When Ursula von der Leyen stood before the European Parliament today to deliver her State of the Union speech, she asked: “Does Europe have the stomach for this fight?”
For us, as the Party of European Socialists Group (PES Group) in the European Committee of the Regions, the fight is unequivocal: Europe’s fight is not for more centralisation, but for a Union that empowers its people and their communities. The real battleground is not in Brussels, but it is in our regions and cities where Europeans live, work, and build their future.
On 18 July 2024, Ursula von der Leyen promised: “Regions will remain at the centre of our work. We need a strengthened cohesion and growth policy with regions at the centre.” Yet, in her speech today, regions and territories have vanished from her vision. This is a betrayal of her promise. Competitiveness took centre stage, but competitiveness cannot be achieved if regions and cities are crossed from the map of the EU. It requires a people-centred, place-based approach that empowers communities to drive change.
The debate on the next Multiannual Financial Framework (MFF) is not just about numbers; it is about who decides Europe’s future. This is why the debate on the MFF is so crucial. The Commission’s “cash-for-reforms” model lacks democratic legitimacy and oversight, risks fueling discontent, and hands ammunition to those who want to portray the EU as distant and overbearing.
That means a budget for people, not for bureaucracy: one that guarantees every region the means to develop long-term strategies for the green transition, competitiveness, and social progress - in the factories of Wallonia, the ports of Gdansk, the schools of Andalusia, and the innovation hubs of Helsinki.
Luca Menesini, the President of the PES Group stated: “It is no coincidence that 75% of EU citizens feel Ms.Von der Layen has failed to defend their interests. This is not merely a crisis of leadership; it is a crisis of trust in the very foundations of the European project which is based on cohesion. When the bonds between the EU and its regions are cut, the connection between our Union and its citizens is destroyed. Europe does not thrive from the top down. Europe will not survive without a strong cohesion policy.

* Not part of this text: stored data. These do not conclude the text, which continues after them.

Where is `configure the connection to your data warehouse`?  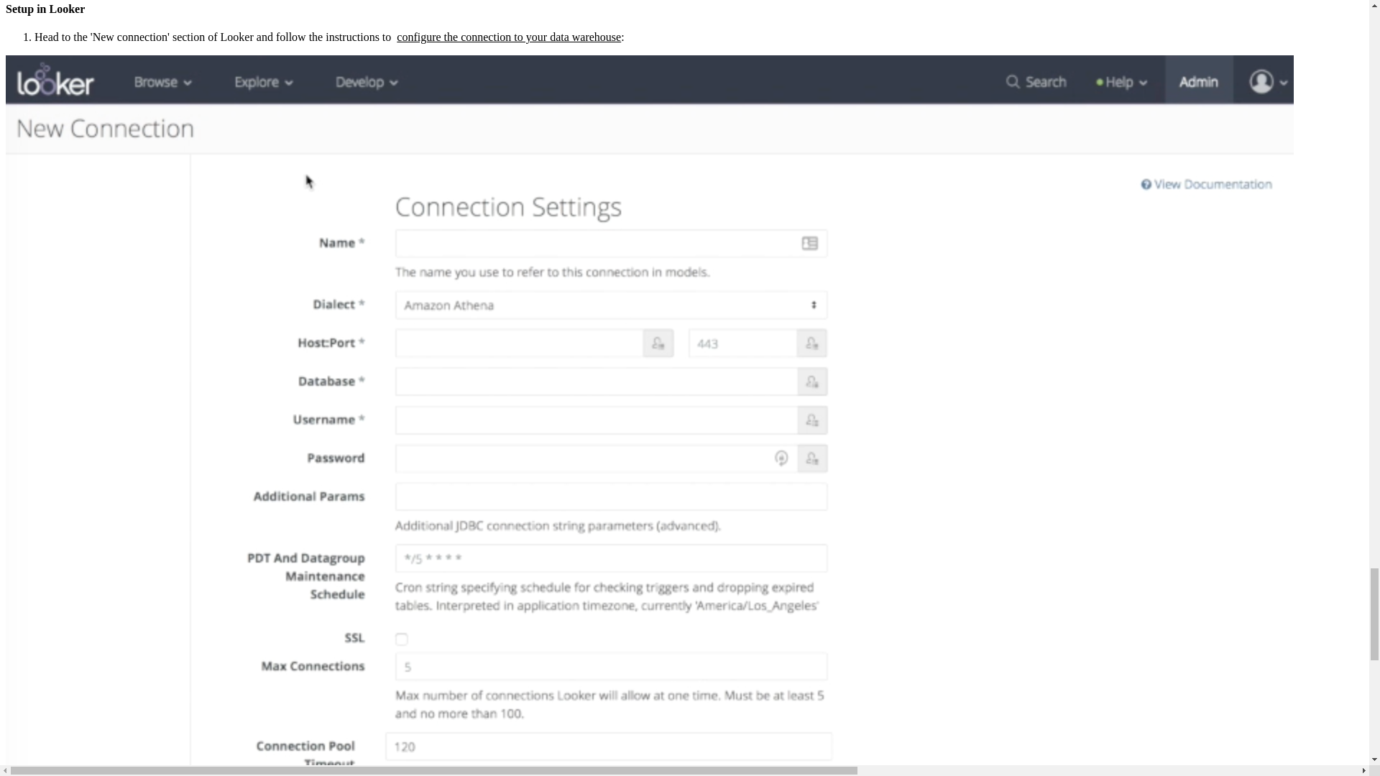
configure the connection to your data warehouse is located at coordinates (509, 37).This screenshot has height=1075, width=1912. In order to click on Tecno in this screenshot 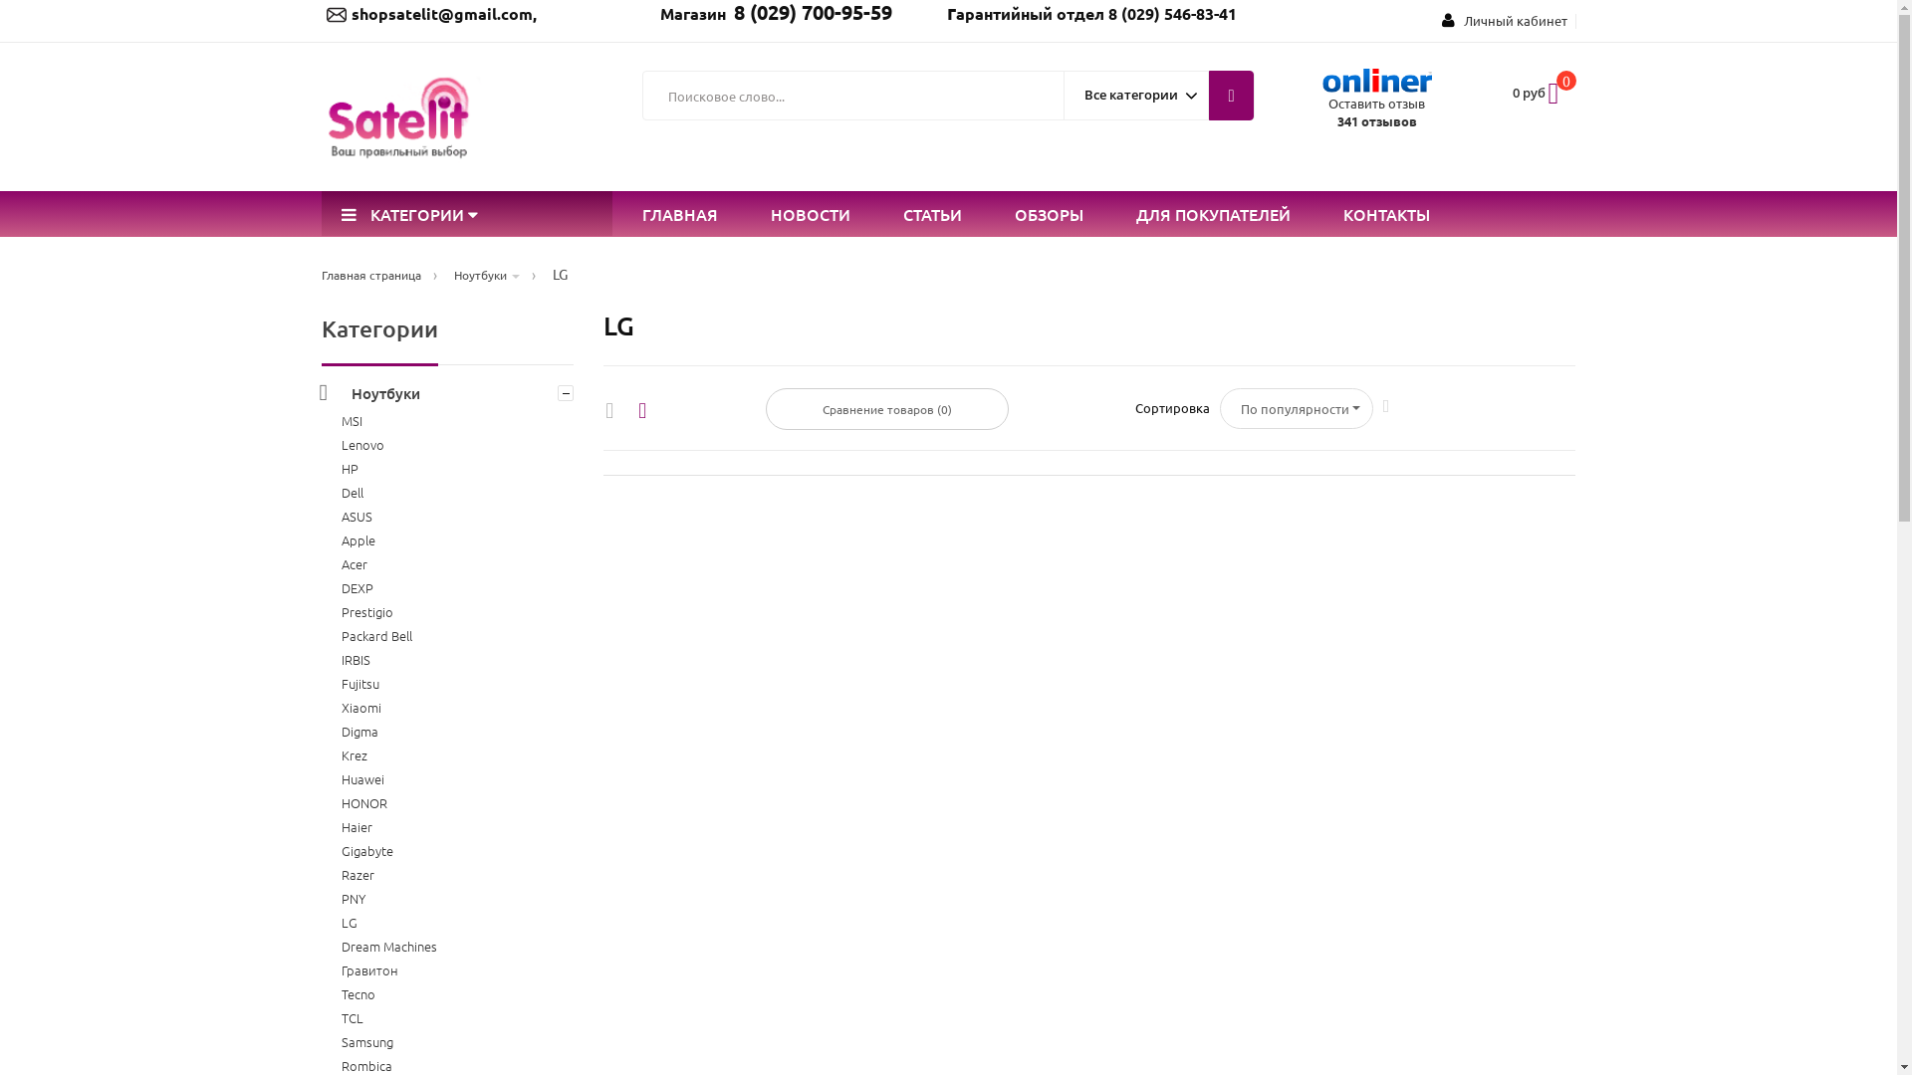, I will do `click(357, 994)`.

True progress and sustainable competitiveness are built from the ground up, through the vitality of our regions, the innovation of our SMEs, and the resilience of our local communities. Big corporations and global CEOs do not serve Europeans; they serve themselves. Without the active involvement of regions and cities, we will never heal social fractures, solve the housing crisis, or restore faith in our Union.”
The State of the Union is not just about the European institutions in Brussels. It is about the daily lives of Europeans. It is about ensuring that solidarity is not a slogan, but a reality felt in every corner of our Union.
The future of Europe will not be written in Brussels alone. It will be built in our communities if we dare to place them at the heart of the European project. That is the socialist vision for a Union that is credible, united, and equal. The question is not whether Europe has the stomach for the fight. It is whether its leaders have the courage to fight for the Europe we want.